I have been struggling while trying to build a fabric 2.0 network with organizations spread in multiple hosts. The official documentation explains how to deploy two organizations (org1 and org2) using docker, and using configtxlator tool to add new orgs and peers.
The issue here is that in all documentation examples, organizations run in the same docker-engine host, which misses the whole point of distributed systems. Recently I found this blog post that endorses everything I am struggling with:
https://medium.com/@wahabjawed/hyperledger-fabric-on-multiple-hosts-a33b08ef24f
In this post, the author recommends using docker-swarm to create an overlay network that creates a distributed network among multiple Docker daemon hosts.
However, this post is from 2018, and I am wondering if this is still the best solution available? Or if Kubernetes, nowadays, would be the go for choice to create this overlay network?
ps: this network I am building is for academic purposes and research only, related to my PhD. studies.

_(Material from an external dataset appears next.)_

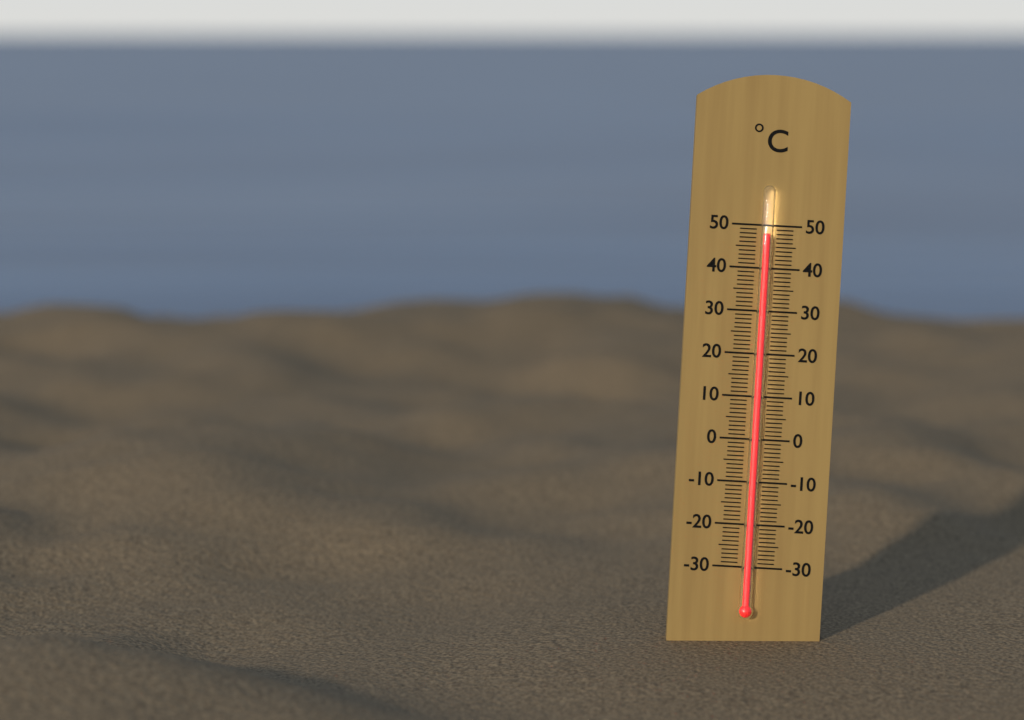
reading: 48 °C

Yes, you can use docker-swarm
to deploy the network. docker-swarm
is quite easy when compared to kubernetes
. Since you mentioned that it is for academic purpose and research only then docker-swarm
is fine.
Or you if want to deploy the production-grade hyperledger fabric you can use open source tool BAF, Blockchain Automation Framework which is an automation framework for rapidly and consistently deploying production-ready DLT platforms to cloud infrastructure.